Cloudy Weather

The rain dropped to the ground. Drip, drip, drop. It stung as it drove into a man's face. A man who sat solemnly on an old rusted swing that belonged to a park. This park was a special place, covered in autumn leaves and bright green grass. The same park where he and someone special used to play as children. The swingset was a vibrant red then. Brand new, as were they.

The thunder overhead crashed noisily.

Smoke sifted through his cracked lips. It swirled up and away, clouding his already distorted vision of the world around him. He rocked back and forth in the same swing that he had pushed her in a few weeks prior, or was it an eternity ago? Pitter-patter-drip-drop. He sighed, a bouquet of flowers hung limply from his shivering hand. A little lily fell out into a muddied puddle.

I'm sorry. The murmur was lost in the howling wind that had tossed his wet hair to and fro. With his teeth clenched shut tightly, he wept. He wept for all of the lost opportunities. For the memories he would never make. For the kisses he would never again feel on his lips.

They were going to spend a lifetime together. Nothing could even contest this decision. It was made long ago when they were children... though they didn't know it at the time. She was just a little girl with her soft brown hair pulled into two pigtails, one was lopsided. The one she had tried to fix herself to show mommy how big she was.

A ghost of a smile swept across his lips,a bittersweet memory. Another tear raced down his cheek, mixed in among the droplets of rain that he didn't bother to shield his face from. The wind seemed to carry memories around, throwing them at him. He thought of the kids that had pushed her down that day in the park. They were much bigger than the two of them, but it didn't stop him from standing up to older kids.
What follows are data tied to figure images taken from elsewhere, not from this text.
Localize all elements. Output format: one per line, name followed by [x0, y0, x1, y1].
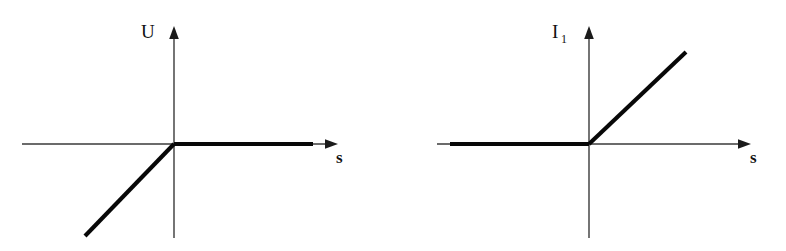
left-plot-group: U s	[22, 21, 343, 238]
right-plot-x-axis-label: s	[750, 148, 757, 167]
left-plot-x-axis-label: s	[336, 148, 343, 167]
left-plot-y-axis-arrowhead	[169, 26, 179, 39]
characteristic-curves-figure: U s I 1 s	[0, 0, 786, 251]
right-plot-y-axis-label: I	[552, 21, 558, 42]
left-plot-curve-ramp-segment	[85, 144, 174, 236]
left-plot-y-axis-label: U	[141, 21, 155, 42]
right-plot-y-axis-label-subscript: 1	[561, 32, 567, 46]
right-plot-curve-ramp-segment	[589, 52, 686, 144]
right-plot-group: I 1 s	[437, 21, 757, 238]
figure-canvas: U s I 1 s	[0, 0, 786, 251]
right-plot-y-axis-arrowhead	[584, 26, 594, 39]
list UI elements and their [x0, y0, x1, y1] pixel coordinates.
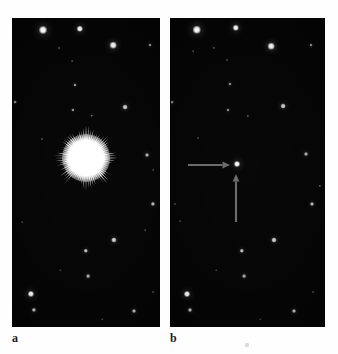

That was what gave her the strength to get up... though they simply pushed both of them down. The young girl began to cry loudly, which made the other kids laugh, point, and call her silly names like cry-baby as they ran off to find someone else to torment. He remembers he dusted off her knees and pulled her back up. Even then her hand seemed to fit snugly in his.

It wasn't until somewhere in the middle of high school when they started dating. A dry laugh was barely heard above the rain. The memory of how she had rolled her iridescent green eyes while punching him lightly on the shoulder, “You're so stupid, I've always liked you.” They laughed together. That was then.

That was when always meant forever, but if only he had known that it was a silly concept. A single word promise that is never really kept. Even now, he would probably still believe that little word if she uttered it once more.

She should be somewhere flying over the ocean now. He had been late, late to arrive at the airport. Late to tell her that he did love her, and that he had made the worst mistake in the history of time. He didn't want her to go away where he couldn't see her, where he couldn't hold her during the night when all the lights died out. So far away so that he wouldn't be there to protect and cherish her.

Their last conversation blared in his ears. He couldn't remember how it had started, who had shouted first. Who threw the first insult, but he could remember the blunt pain that stabbed into his chest as he told her to get whatever she had to and just go. Leave. Her tear-stained face stuck. All he could see was the way her cheeks flushed a ruddy red, and how her bottom lip had quivered before she whipped around and stormed out of his apartment. The door slammed loudly.

“I love you... I didn't mean what I had said... I am so sorry.” he looked up into the rumbling sky.

“You know, you really are stupid.” someone panted from behind him, their voice cracked.